Realism‘s “Seduced and Abandoned,” on the other hand, is nothing but a jape: a broad burlesque of he-done-me-wrong folk laments, sung by Merritt in his most cod-lugubrious Irish balladeer’s voice. “Everything Is One Big Christmas Tree,” a sort of “Daydream Believer”/Donovan pastiche, runs out of ideas after a minute or so and throws in a beery chorale sung in German: ha ha. (It does, however, include the album’s emblematic line: “Must your every word be sincere?” Both the sentiment and the syntax are pure Merritt.) The cult-folk singalong “We Are Having a Hootenanny” features a jolly ensemble declaiming “Come and take our personality quizzzzzz!” It’s funny once.

And yet there are the gifts that Merritt probably couldn’t shake off if he tried: perfectly formed melodies, a mastery of arrangement that makes every instrument sound like it was built specifically for his purposes, a knack for loading affectless singing with emotional force. (The way he intones “you must be out of your mind, son” is both funnier and more striking than the way he rhymes “down on your knees, yeah” with “sans anesthesia” a few seconds earlier.) Nearly every song here includes elements so beautifully executed that the clinkers and infelicities wrapped up with them are doubly irksome.

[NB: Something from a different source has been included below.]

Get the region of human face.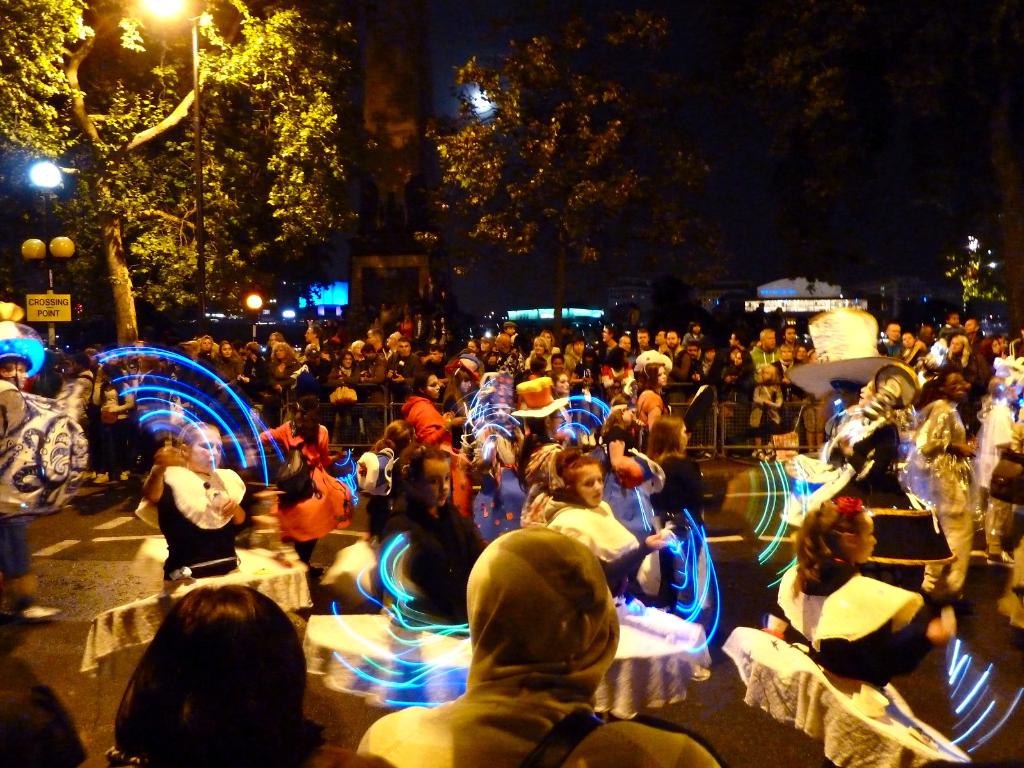
Rect(5, 362, 31, 388).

The one inarguable keeper on Realism is “Always Already Gone,” a gorgeous waltz-time farewell whose sole joke is that its hook lifts a turn of phrase from modish literary theory. It’s not particularly a folk song, or an acoustic song; it doesn’t have anything much to do with the album’s theme. It’s just a melancholy, immaculately formed thing. And the fact that it stands out in its company suggests a weird leftover shard of rockism lurking near the heart of this least rockist of bands: the idea that the album takes precedence over the song–that formal gestures are more meaningfully applied to a suite of songs than to an individual three-minute tune. It’s strange and frustrating that Merritt, with his enormous command of pop history, keeps aiming for concept albums at the expense of individual songs. He’s capable of much more than stunts.